Blair to face MPs amid feud talk

Blair to face MPs amid feud talk

Tony Blair faces his first prime minister’s questions of 2005 after a week of renewed speculation about his relationship with Gordon Brown. Meanwhile, the chancellor is leaving Britain on a high-profile tour of Africa to highlight poverty issues. But before doing so, he insisted he still trusted Mr Blair, despite claims to the contrary in a new book. Labour MPs have warned against disunity and Tory leader Michael Howard may well take up the theme in the Commons.
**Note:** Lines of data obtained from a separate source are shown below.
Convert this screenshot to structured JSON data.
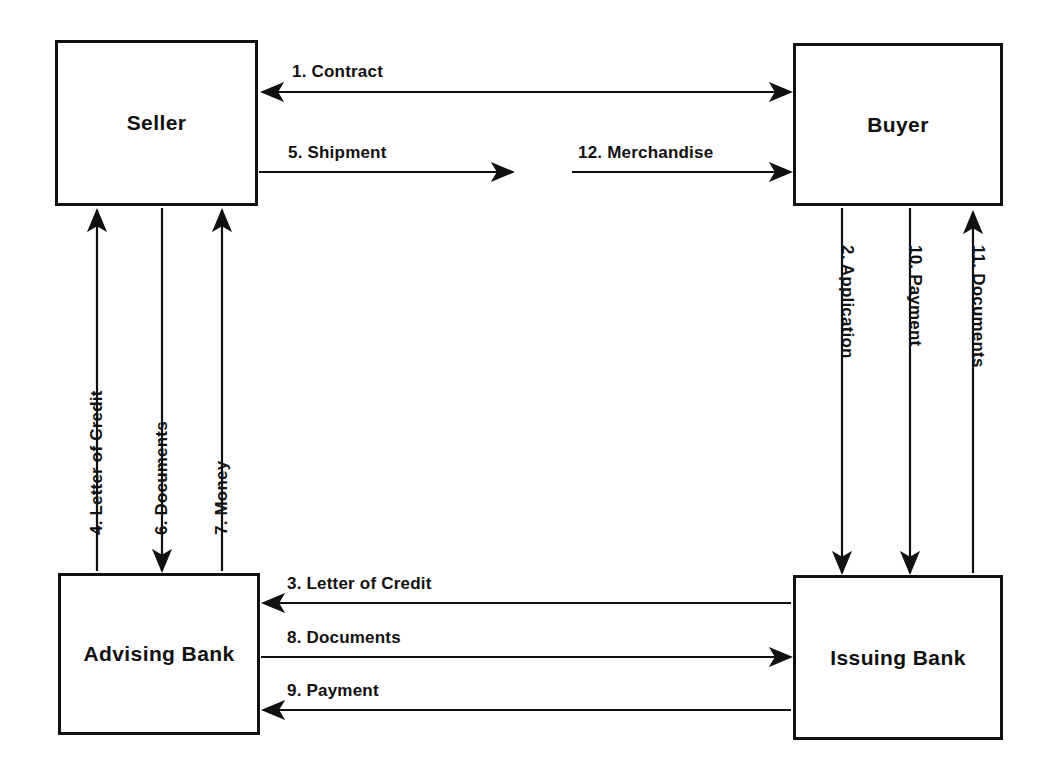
{
  "diagram": {
    "type": "flowchart",
    "line_color": "#111111",
    "background_color": "#ffffff",
    "entities": [
      {
        "id": "seller",
        "label": "Seller",
        "x": 55,
        "y": 40,
        "w": 203,
        "h": 166
      },
      {
        "id": "buyer",
        "label": "Buyer",
        "x": 793,
        "y": 43,
        "w": 210,
        "h": 163
      },
      {
        "id": "advising_bank",
        "label": "Advising Bank",
        "x": 58,
        "y": 573,
        "w": 202,
        "h": 162
      },
      {
        "id": "issuing_bank",
        "label": "Issuing Bank",
        "x": 793,
        "y": 575,
        "w": 210,
        "h": 165
      }
    ],
    "flows": [
      {
        "step": "1",
        "label": "1.  Contract",
        "from": "Buyer",
        "to": "Seller",
        "direction": "bidirectional-horizontal"
      },
      {
        "step": "2",
        "label": "2. Application",
        "from": "Buyer",
        "to": "Issuing Bank",
        "direction": "down"
      },
      {
        "step": "3",
        "label": "3.  Letter of Credit",
        "from": "Issuing Bank",
        "to": "Advising Bank",
        "direction": "left"
      },
      {
        "step": "4",
        "label": "4.  Letter of Credit",
        "from": "Advising Bank",
        "to": "Seller",
        "direction": "up"
      },
      {
        "step": "5",
        "label": "5.  Shipment",
        "from": "Seller",
        "to": "carrier",
        "direction": "right"
      },
      {
        "step": "6",
        "label": "6.  Documents",
        "from": "Seller",
        "to": "Advising Bank",
        "direction": "down"
      },
      {
        "step": "7",
        "label": "7.  Money",
        "from": "Advising Bank",
        "to": "Seller",
        "direction": "up"
      },
      {
        "step": "8",
        "label": "8.  Documents",
        "from": "Advising Bank",
        "to": "Issuing Bank",
        "direction": "right"
      },
      {
        "step": "9",
        "label": "9.  Payment",
        "from": "Issuing Bank",
        "to": "Advising Bank",
        "direction": "left"
      },
      {
        "step": "10",
        "label": "10. Payment",
        "from": "Buyer",
        "to": "Issuing Bank",
        "direction": "down"
      },
      {
        "step": "11",
        "label": "11. Documents",
        "from": "Issuing Bank",
        "to": "Buyer",
        "direction": "up"
      },
      {
        "step": "12",
        "label": "12.  Merchandise",
        "from": "carrier",
        "to": "Buyer",
        "direction": "right"
      }
    ]
  }
}
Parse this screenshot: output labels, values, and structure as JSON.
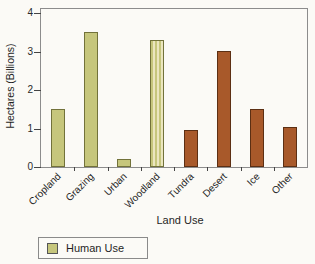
{
  "figure": {
    "background": "#fbfaf6"
  },
  "chart_data": {
    "type": "bar",
    "title": "",
    "xlabel": "Land Use",
    "ylabel": "Hectares (Billions)",
    "categories": [
      "Cropland",
      "Grazing",
      "Urban",
      "Woodland",
      "Tundra",
      "Desert",
      "Ice",
      "Other"
    ],
    "values": [
      1.5,
      3.5,
      0.2,
      3.3,
      0.95,
      3.0,
      1.5,
      1.05
    ],
    "bar_groups": [
      "human",
      "human",
      "human",
      "human",
      "natural",
      "natural",
      "natural",
      "natural"
    ],
    "bar_textures": [
      "solid",
      "solid",
      "solid",
      "stripes",
      "solid",
      "solid",
      "solid",
      "solid"
    ],
    "colors": {
      "human": "#c6c67c",
      "human_border": "#72723a",
      "human_stripe_alt": "#ebe6bf",
      "natural": "#a8592a",
      "natural_border": "#5c2f13"
    },
    "ylim": [
      0,
      4
    ],
    "yticks": [
      0,
      1,
      2,
      3,
      4
    ],
    "grid": false,
    "legend": {
      "label": "Human Use",
      "swatch_color": "#c6c67c",
      "position": "bottom-left"
    }
  }
}
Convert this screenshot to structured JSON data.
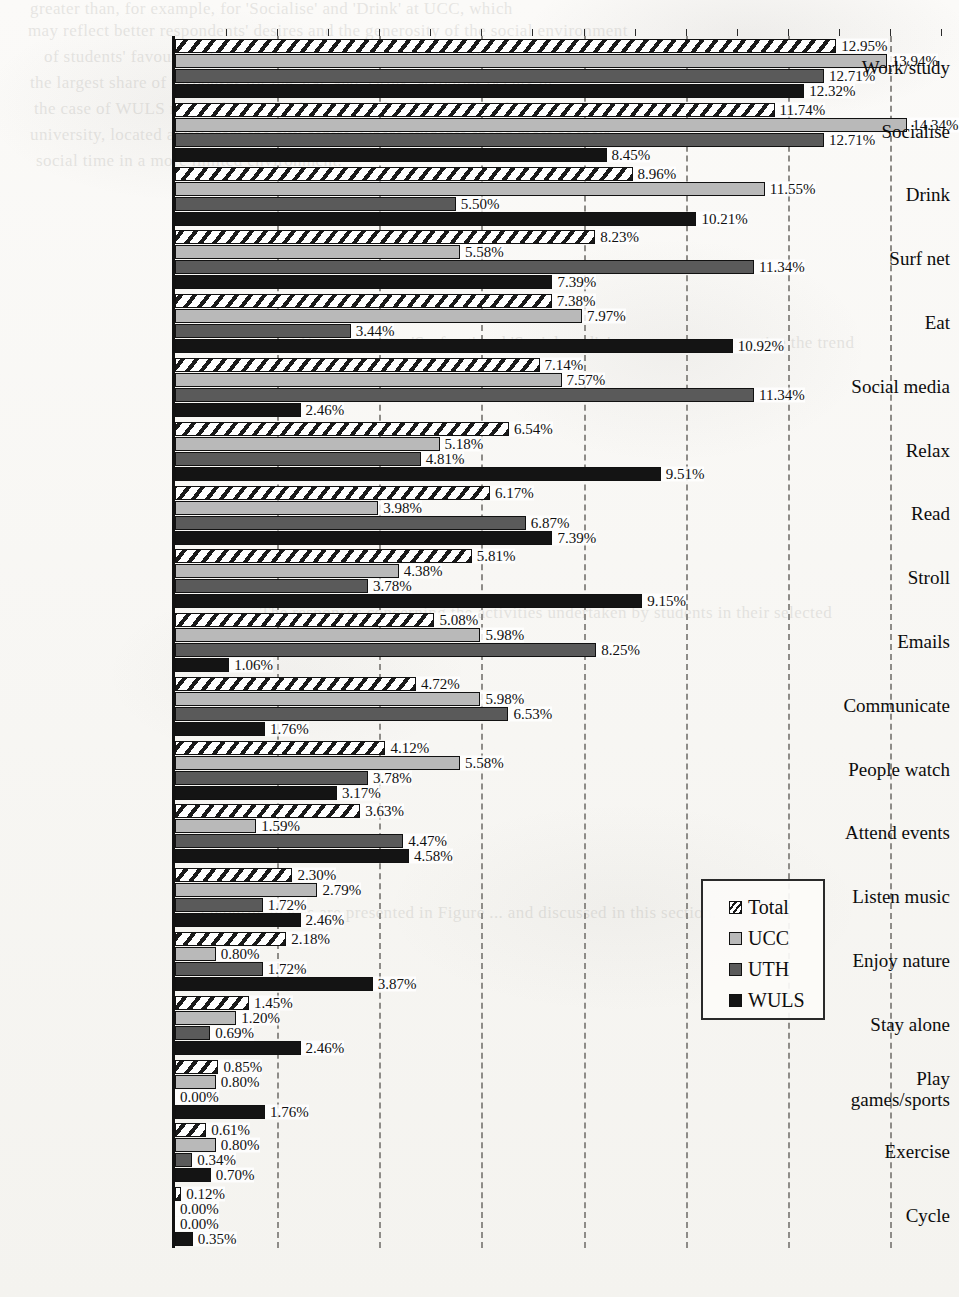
{
  "chart_data": {
    "type": "bar",
    "orientation": "horizontal",
    "title": "",
    "xlabel": "",
    "ylabel": "",
    "xlim": [
      0,
      15
    ],
    "grid": true,
    "grid_interval": 2,
    "legend_position": "center-right",
    "value_format": "percent",
    "categories": [
      "Work/study",
      "Socialise",
      "Drink",
      "Surf net",
      "Eat",
      "Social media",
      "Relax",
      "Read",
      "Stroll",
      "Emails",
      "Communicate",
      "People watch",
      "Attend events",
      "Listen music",
      "Enjoy nature",
      "Stay alone",
      "Play\ngames/sports",
      "Exercise",
      "Cycle"
    ],
    "series": [
      {
        "name": "Total",
        "values": [
          12.95,
          11.74,
          8.96,
          8.23,
          7.38,
          7.14,
          6.54,
          6.17,
          5.81,
          5.08,
          4.72,
          4.12,
          3.63,
          2.3,
          2.18,
          1.45,
          0.85,
          0.61,
          0.12
        ],
        "labels": [
          "12.95%",
          "11.74%",
          "8.96%",
          "8.23%",
          "7.38%",
          "7.14%",
          "6.54%",
          "6.17%",
          "5.81%",
          "5.08%",
          "4.72%",
          "4.12%",
          "3.63%",
          "2.30%",
          "2.18%",
          "1.45%",
          "0.85%",
          "0.61%",
          "0.12%"
        ]
      },
      {
        "name": "UCC",
        "values": [
          13.94,
          14.34,
          11.55,
          5.58,
          7.97,
          7.57,
          5.18,
          3.98,
          4.38,
          5.98,
          5.98,
          5.58,
          1.59,
          2.79,
          0.8,
          1.2,
          0.8,
          0.8,
          0.0
        ],
        "labels": [
          "13.94%",
          "14.34%",
          "11.55%",
          "5.58%",
          "7.97%",
          "7.57%",
          "5.18%",
          "3.98%",
          "4.38%",
          "5.98%",
          "5.98%",
          "5.58%",
          "1.59%",
          "2.79%",
          "0.80%",
          "1.20%",
          "0.80%",
          "0.80%",
          "0.00%"
        ]
      },
      {
        "name": "UTH",
        "values": [
          12.71,
          12.71,
          5.5,
          11.34,
          3.44,
          11.34,
          4.81,
          6.87,
          3.78,
          8.25,
          6.53,
          3.78,
          4.47,
          1.72,
          1.72,
          0.69,
          0.0,
          0.34,
          0.0
        ],
        "labels": [
          "12.71%",
          "12.71%",
          "5.50%",
          "11.34%",
          "3.44%",
          "11.34%",
          "4.81%",
          "6.87%",
          "3.78%",
          "8.25%",
          "6.53%",
          "3.78%",
          "4.47%",
          "1.72%",
          "1.72%",
          "0.69%",
          "0.00%",
          "0.34%",
          "0.00%"
        ]
      },
      {
        "name": "WULS",
        "values": [
          12.32,
          8.45,
          10.21,
          7.39,
          10.92,
          2.46,
          9.51,
          7.39,
          9.15,
          1.06,
          1.76,
          3.17,
          4.58,
          2.46,
          3.87,
          2.46,
          1.76,
          0.7,
          0.35
        ],
        "labels": [
          "12.32%",
          "8.45%",
          "10.21%",
          "7.39%",
          "10.92%",
          "2.46%",
          "9.51%",
          "7.39%",
          "9.15%",
          "1.06%",
          "1.76%",
          "3.17%",
          "4.58%",
          "2.46%",
          "3.87%",
          "2.46%",
          "1.76%",
          "0.70%",
          "0.35%"
        ]
      }
    ],
    "gridline_values": [
      2,
      4,
      6,
      8,
      10,
      12,
      14
    ],
    "colors": {
      "total": "#ffffff",
      "ucc": "#b9b9b9",
      "uth": "#5a5a5a",
      "wuls": "#141414",
      "axis": "#111111",
      "grid": "#8e8c88"
    }
  },
  "legend": {
    "items": [
      {
        "label": "Total"
      },
      {
        "label": "UCC"
      },
      {
        "label": "UTH"
      },
      {
        "label": "WULS"
      }
    ]
  },
  "background_ghost_text": [
    "greater than, for example, for 'Socialise' and 'Drink' at UCC, which",
    "may reflect better respondents' desires and the generosity of the social environment",
    "of students' favourite places in the various cities. Additionally, one can observe that",
    "the largest share of responses for the 'Eat' and 'Drink' activities occurs in",
    "the case of WULS respondents, which may be related to the fact that it is a campus",
    "university, located away from the city centre, where students spend most of their",
    "social time in a more limited environment.",
    "Comparing the 'Surf net' and 'Social media' answers, one can notice the trend",
    "The responses concerning the activities undertaken by students in their selected",
    "favourite places are presented in Figure ... and discussed in this section."
  ]
}
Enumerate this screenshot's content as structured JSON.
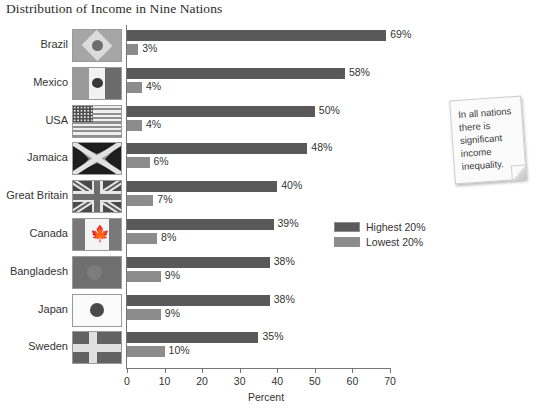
{
  "chart_data": {
    "type": "bar",
    "orientation": "horizontal",
    "title": "Distribution of Income in Nine Nations",
    "xlabel": "Percent",
    "ylabel": "",
    "xlim": [
      0,
      70
    ],
    "xticks": [
      0,
      10,
      20,
      30,
      40,
      50,
      60,
      70
    ],
    "xtick_labels": [
      "0",
      "10",
      "20",
      "30",
      "40",
      "50",
      "60",
      "70"
    ],
    "grid": false,
    "legend_position": "middle-right",
    "categories": [
      "Brazil",
      "Mexico",
      "USA",
      "Jamaica",
      "Great Britain",
      "Canada",
      "Bangladesh",
      "Japan",
      "Sweden"
    ],
    "series": [
      {
        "name": "Highest 20%",
        "color": "#595959",
        "values": [
          69,
          58,
          50,
          48,
          40,
          39,
          38,
          38,
          35
        ],
        "value_labels": [
          "69%",
          "58%",
          "50%",
          "48%",
          "40%",
          "39%",
          "38%",
          "38%",
          "35%"
        ]
      },
      {
        "name": "Lowest 20%",
        "color": "#8c8c8c",
        "values": [
          3,
          4,
          4,
          6,
          7,
          8,
          9,
          9,
          10
        ],
        "value_labels": [
          "3%",
          "4%",
          "4%",
          "6%",
          "7%",
          "8%",
          "9%",
          "9%",
          "10%"
        ]
      }
    ],
    "annotations": [
      {
        "type": "sticky-note",
        "text": "In all nations there is significant income inequality."
      }
    ]
  },
  "title": "Distribution of Income in Nine Nations",
  "axis": {
    "x_title": "Percent",
    "ticks": [
      "0",
      "10",
      "20",
      "30",
      "40",
      "50",
      "60",
      "70"
    ]
  },
  "rows": [
    {
      "label": "Brazil",
      "flag": "brazil-flag-icon",
      "high": "69%",
      "low": "3%"
    },
    {
      "label": "Mexico",
      "flag": "mexico-flag-icon",
      "high": "58%",
      "low": "4%"
    },
    {
      "label": "USA",
      "flag": "usa-flag-icon",
      "high": "50%",
      "low": "4%"
    },
    {
      "label": "Jamaica",
      "flag": "jamaica-flag-icon",
      "high": "48%",
      "low": "6%"
    },
    {
      "label": "Great Britain",
      "flag": "great-britain-flag-icon",
      "high": "40%",
      "low": "7%"
    },
    {
      "label": "Canada",
      "flag": "canada-flag-icon",
      "high": "39%",
      "low": "8%"
    },
    {
      "label": "Bangladesh",
      "flag": "bangladesh-flag-icon",
      "high": "38%",
      "low": "9%"
    },
    {
      "label": "Japan",
      "flag": "japan-flag-icon",
      "high": "38%",
      "low": "9%"
    },
    {
      "label": "Sweden",
      "flag": "sweden-flag-icon",
      "high": "35%",
      "low": "10%"
    }
  ],
  "legend": {
    "items": [
      {
        "label": "Highest 20%",
        "color": "#595959"
      },
      {
        "label": "Lowest 20%",
        "color": "#8c8c8c"
      }
    ]
  },
  "note": {
    "text": "In all nations there is significant income inequality."
  }
}
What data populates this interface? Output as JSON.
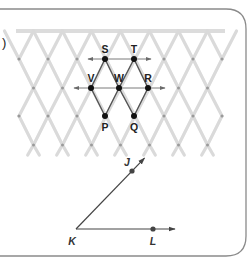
{
  "figure": {
    "part_marker": ")",
    "lattice": {
      "top_bar_color": "#dcdcdc",
      "strut_color": "#dadada",
      "node_color": "#9a9a9a",
      "columns_x": [
        19,
        48,
        77,
        106,
        135,
        164,
        193,
        222
      ],
      "rows_y": [
        59,
        88,
        116,
        145
      ]
    },
    "points": [
      {
        "label": "S",
        "x": 105,
        "y": 59
      },
      {
        "label": "T",
        "x": 134,
        "y": 59
      },
      {
        "label": "V",
        "x": 91,
        "y": 88
      },
      {
        "label": "W",
        "x": 119,
        "y": 88
      },
      {
        "label": "R",
        "x": 148,
        "y": 88
      },
      {
        "label": "P",
        "x": 105,
        "y": 116
      },
      {
        "label": "Q",
        "x": 134,
        "y": 116
      }
    ],
    "lines": [
      {
        "name": "line-ST",
        "through": [
          "S",
          "T"
        ]
      },
      {
        "name": "line-VR",
        "through": [
          "V",
          "W",
          "R"
        ]
      }
    ],
    "rhombi": [
      [
        "S",
        "W",
        "P",
        "V"
      ],
      [
        "T",
        "R",
        "Q",
        "W"
      ]
    ],
    "angle": {
      "vertex": {
        "label": "K",
        "x": 76,
        "y": 229
      },
      "ray1_point": {
        "label": "J",
        "x": 132,
        "y": 171
      },
      "ray2_point": {
        "label": "L",
        "x": 153,
        "y": 229
      },
      "name": "angle JKL"
    },
    "colors": {
      "frame": "#8a8a8a",
      "ink": "#222222",
      "construction_line": "#7a7a7a"
    }
  }
}
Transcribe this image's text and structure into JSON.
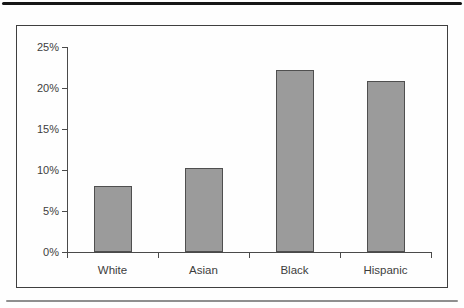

The Tories have already accused the prime minister and his chancellor of behaving like “schoolboys squabbling in a playground”. Michael Howard is likely to want to capitalise further on the spat when he goes head-to-head with the prime minister in the Commons. At a campaign poster launch on Tuesday, Mr Brown was joined by Alan Milburn, who Mr Blair controversially put in charge of election planning in place of the chancellor. Later this week the prime minister is due to set out the themes of his party’s next election manifesto, which for the past two polls have been drawn up by the chancellor. Mr Brown, meanwhile, is visiting Tanzania, Mozambique and Kenya to highlight the plight of many Africans hit by Aids, war and famine – issues which Mr Blair has also spoken out on. The prime minister and chancellor faced backbench discontent at Monday’s meeting of the Parliamentary Labour Party over claims made in journalist Robert Peston’s new book. Mr Blair told MPs and peers: “I know from everyone here, in Cabinet and government, nothing is going to get in the way of a unified Labour Party with a unified position and winning the third term people desperately need.” Labour’s Paul Flynn said the pair had had a “scorching” from MPs. On Tuesday, Deputy Prime Minister Mr Prescott told BBC News: “They told us very clearly, it was the troops telling the leaders: get in line.” The new book claims Mr Prescott hosted a dinner in November 2003 where the prime minister told Mr Brown he would stand down before the next election because he had lost trust over the Iraq war. Mr Blair then changed his mind in June 2004, after Cabinet allies intervened and amid suspicion the chancellor was manoeuvring against him, writes Mr Peston. In Mr Peston’s book Mr Brown is alleged to have told the prime minister: “There is nothing you could ever say to me now that I could ever believe.”